Peter climbed up to his observatory—a square four-windowed turret, at the top of the house—thence to watch the storm and exult in it. Really it was splendid—to see, to hear; its immense wild force, its immense reckless fury. Rain had never rained so hard, he thought. Already, the lake, the mountain slopes, the villas and vineyards westward, were totally blotted out, hidden behind walls and walls of water; and even the neighbouring lawns of Ventirose, the confines of his own garden, were barely distinguishable, blurred as by a fog. The big drops pelted the river like bullets, sending up splashes bigger than themselves. And the tiled roof just above his head resounded with a continual loud crepitation, as if a multitude of iron-shod elves were dancing on it. The thunder crashed, roared, reverberated, like the toppling of great edifices. The lightning tore through the black cloud-canopy in long blinding zig-zags. The wind moaned, howled, hooted—and the square chamber where Peter stood shook and rattled under its buffetings, and was full of the chill and the smell of it. Really the whole thing was splendid.
His garden-paths ran with muddy brooklets; the high-road beyond his hedge was transformed to a shallow torrent . . . . And, just at that moment, looking off along the highroad, he saw something that brought his heart into his throat.
Three figures were hurrying down it, half-drowned in the rain —the Duchessa di Santangiolo, Emilia Manfredi, and a priest.
In a twinkling, Peter, bareheaded, was at his gate.
“Come in—come in,” he called.
“We are simply drenched—we shall inundate your house,” the Duchessa said, as he showed them into his sitting-room.
They were indeed dripping with water, soiled to their knees with mud.
“Good heavens!” gasped Peter, stupid. “How were you ever out in such a downpour?”
She smiled, rather forlornly.
“No one told us that it was going to rain, and we were off for a good long walk—for pleasure.”
“You must be wet to the bone—you must be perishing with cold,” he cried, looking from one to another.
“Yes, I daresay we are perishing with cold,” she admitted.
“And I have no means of offering you a fire—there are no fireplaces,” he groaned, with a gesture round the bleak Italian room, to certify their absence.
“Is n’t there a kitchen?” asked the Duchessa, a faint spark of raillery kindling amid the forlornness of her smile.
Peter threw up his hands.
“I had lost my head. The kitchen, of course. I ’ll tell Marietta to light a fire.”
He excused himself, and sought out Marietta. He found her in her housekeeper’s room, on her knees, saying her rosary, in obvious terror. I ’m afraid he interrupted her orisons somewhat brusquely.
“Will you be so good as to start a rousing fire in the kitchen —as quickly as ever it can be done?”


**Assigned task:** Would you print the records below without changing anything?

Records from a dataset
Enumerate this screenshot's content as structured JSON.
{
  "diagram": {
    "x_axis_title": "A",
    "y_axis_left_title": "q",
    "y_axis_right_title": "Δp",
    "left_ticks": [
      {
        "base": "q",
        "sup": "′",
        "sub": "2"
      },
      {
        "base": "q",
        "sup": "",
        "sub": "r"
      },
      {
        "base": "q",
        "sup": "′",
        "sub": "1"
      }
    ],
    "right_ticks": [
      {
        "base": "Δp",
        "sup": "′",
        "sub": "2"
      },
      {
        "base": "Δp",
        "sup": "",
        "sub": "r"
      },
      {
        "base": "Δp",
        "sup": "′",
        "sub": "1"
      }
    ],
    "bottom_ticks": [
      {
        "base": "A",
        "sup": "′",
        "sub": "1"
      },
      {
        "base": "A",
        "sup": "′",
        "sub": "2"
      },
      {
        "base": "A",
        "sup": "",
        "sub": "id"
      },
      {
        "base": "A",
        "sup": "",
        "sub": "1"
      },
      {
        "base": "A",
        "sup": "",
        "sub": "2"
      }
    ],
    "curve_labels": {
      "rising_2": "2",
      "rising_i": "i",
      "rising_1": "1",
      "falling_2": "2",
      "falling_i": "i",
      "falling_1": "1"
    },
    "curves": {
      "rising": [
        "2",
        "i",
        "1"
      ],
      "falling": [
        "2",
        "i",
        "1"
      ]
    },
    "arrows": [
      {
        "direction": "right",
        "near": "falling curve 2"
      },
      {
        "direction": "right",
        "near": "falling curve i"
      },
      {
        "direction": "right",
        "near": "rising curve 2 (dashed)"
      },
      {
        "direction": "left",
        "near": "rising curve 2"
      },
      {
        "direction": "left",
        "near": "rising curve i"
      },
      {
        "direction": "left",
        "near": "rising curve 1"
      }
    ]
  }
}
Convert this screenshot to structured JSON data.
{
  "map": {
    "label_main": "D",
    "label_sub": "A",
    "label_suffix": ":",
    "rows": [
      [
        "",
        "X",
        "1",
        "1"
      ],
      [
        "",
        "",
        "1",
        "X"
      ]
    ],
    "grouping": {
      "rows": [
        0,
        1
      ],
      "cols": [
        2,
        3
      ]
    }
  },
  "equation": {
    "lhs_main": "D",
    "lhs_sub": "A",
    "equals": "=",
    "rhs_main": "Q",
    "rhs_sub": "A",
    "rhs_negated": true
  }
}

**Answer section:**
Enumerate this screenshot's content as structured JSON.
{
  "diagram": {
    "x_axis_title": "A",
    "y_axis_left_title": "q",
    "y_axis_right_title": "Δp",
    "left_ticks": [
      {
        "base": "q",
        "sup": "′",
        "sub": "2"
      },
      {
        "base": "q",
        "sup": "",
        "sub": "r"
      },
      {
        "base": "q",
        "sup": "′",
        "sub": "1"
      }
    ],
    "right_ticks": [
      {
        "base": "Δp",
        "sup": "′",
        "sub": "2"
      },
      {
        "base": "Δp",
        "sup": "",
        "sub": "r"
      },
      {
        "base": "Δp",
        "sup": "′",
        "sub": "1"
      }
    ],
    "bottom_ticks": [
      {
        "base": "A",
        "sup": "′",
        "sub": "1"
      },
      {
        "base": "A",
        "sup": "′",
        "sub": "2"
      },
      {
        "base": "A",
        "sup": "",
        "sub": "id"
      },
      {
        "base": "A",
        "sup": "",
        "sub": "1"
      },
      {
        "base": "A",
        "sup": "",
        "sub": "2"
      }
    ],
    "curve_labels": {
      "rising_2": "2",
      "rising_i": "i",
      "rising_1": "1",
      "falling_2": "2",
      "falling_i": "i",
      "falling_1": "1"
    },
    "curves": {
      "rising": [
        "2",
        "i",
        "1"
      ],
      "falling": [
        "2",
        "i",
        "1"
      ]
    },
    "arrows": [
      {
        "direction": "right",
        "near": "falling curve 2"
      },
      {
        "direction": "right",
        "near": "falling curve i"
      },
      {
        "direction": "right",
        "near": "rising curve 2 (dashed)"
      },
      {
        "direction": "left",
        "near": "rising curve 2"
      },
      {
        "direction": "left",
        "near": "rising curve i"
      },
      {
        "direction": "left",
        "near": "rising curve 1"
      }
    ]
  }
}
Convert this screenshot to structured JSON data.
{
  "map": {
    "label_main": "D",
    "label_sub": "A",
    "label_suffix": ":",
    "rows": [
      [
        "",
        "X",
        "1",
        "1"
      ],
      [
        "",
        "",
        "1",
        "X"
      ]
    ],
    "grouping": {
      "rows": [
        0,
        1
      ],
      "cols": [
        2,
        3
      ]
    }
  },
  "equation": {
    "lhs_main": "D",
    "lhs_sub": "A",
    "equals": "=",
    "rhs_main": "Q",
    "rhs_sub": "A",
    "rhs_negated": true
  }
}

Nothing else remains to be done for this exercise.